- Clergy
- Shabbat
This week we begin the Joseph saga in our Torah. Chanukah may seem like an unlikely time to think about forgiveness. The author, Stephen Mitchell, associates Joseph’s journey and character with the quality of forgiving in his retelling of the Joseph story, Joseph and the Way of Forgiveness.
Joseph is clearly betrayed by his brothers and his story could easily have been one about revenge, but our Torah teaches us a different path - showing that it is possible, even in the most glaring examples of injustice, to choose the path of forgiveness.
As clergy, we are allowed into intimate moments with families. We have seen families torn apart by differences and this is especially painful and evident when such rifts are still in place at the time of loss.
Joseph’s path to forgiveness is not one that denies that damage was done. He was separated from his homeplace, from his loving father, and faced many trials of his own without family support.
Mitchell imagines Joseph at the end of his life, giving thanks for the identity that belonged to him. “More than enjoyed: he had great respect for (his identity). It had known when to properly assert itself and when to step out of the way and give itself over to the unnamable. At those moments, there was not a trace of doing in it. It was a transparent vessel, an instrument, grateful to be used. But he was ready to leave this cherished identity behind now… He had no regrets. There was nothing further he wished for, nothing he had left undone. Everything was coming to completion, like a long piece of music that had almost arrived at its final chord.” When Joseph leaves this world, he does so having made amends with others and with himself.
When Joseph is approaching death, he makes his brothers swear an oath that they will bring his bones back into the land. In Hebrew the word etzem (bone) carries a double meaning. It can also mean essence. "And Moses took the bones of Joseph with him, for he had solemnly sworn the children of Israel, saying: 'God will surely remember you; and you shall carry up my bones away from here with you.’" (Ex 13:19)
The essence of Joseph is the quality of forgiveness. May we all have the strength to forgive and be forgiven as we carry the essence of Joseph forward in our own lives.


- **Work item**:
Lines that contain the string "text" are the ones to list; copy all of them from the records.

━━━━━ Task data

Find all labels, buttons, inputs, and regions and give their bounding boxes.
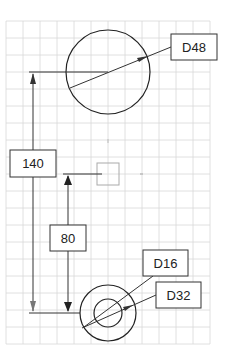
cad-drawing-canvas[interactable]: 140 80 D48 D16 D32	[0, 0, 230, 355]
d32-label[interactable]: D32	[156, 282, 201, 308]
d16-label[interactable]: D16	[143, 250, 188, 276]
dim80-label[interactable]: 80	[50, 225, 86, 251]
d48-label[interactable]: D48	[171, 34, 217, 60]
d48-leader	[70, 47, 171, 88]
dim80-arrow-bottom	[64, 302, 72, 312]
d48-text: D48	[182, 40, 206, 55]
d16-text: D16	[154, 256, 178, 271]
dim140-arrow-top	[30, 73, 36, 84]
dim140-label[interactable]: 140	[10, 150, 56, 177]
d32-leader	[82, 295, 156, 328]
dim140-text: 140	[22, 156, 44, 171]
d48-leader-arrow	[137, 56, 148, 62]
d32-text: D32	[167, 288, 191, 303]
dim80-text: 80	[61, 231, 75, 246]
dim80-arrow-top	[64, 175, 72, 185]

━━━━━━━━━━

- **Output of the exercise**:
d48-text: D48	[182, 40, 206, 55]
d16-text: D16	[154, 256, 178, 271]
dim140-text: 140	[22, 156, 44, 171]
d32-text: D32	[167, 288, 191, 303]
dim80-text: 80	[61, 231, 75, 246]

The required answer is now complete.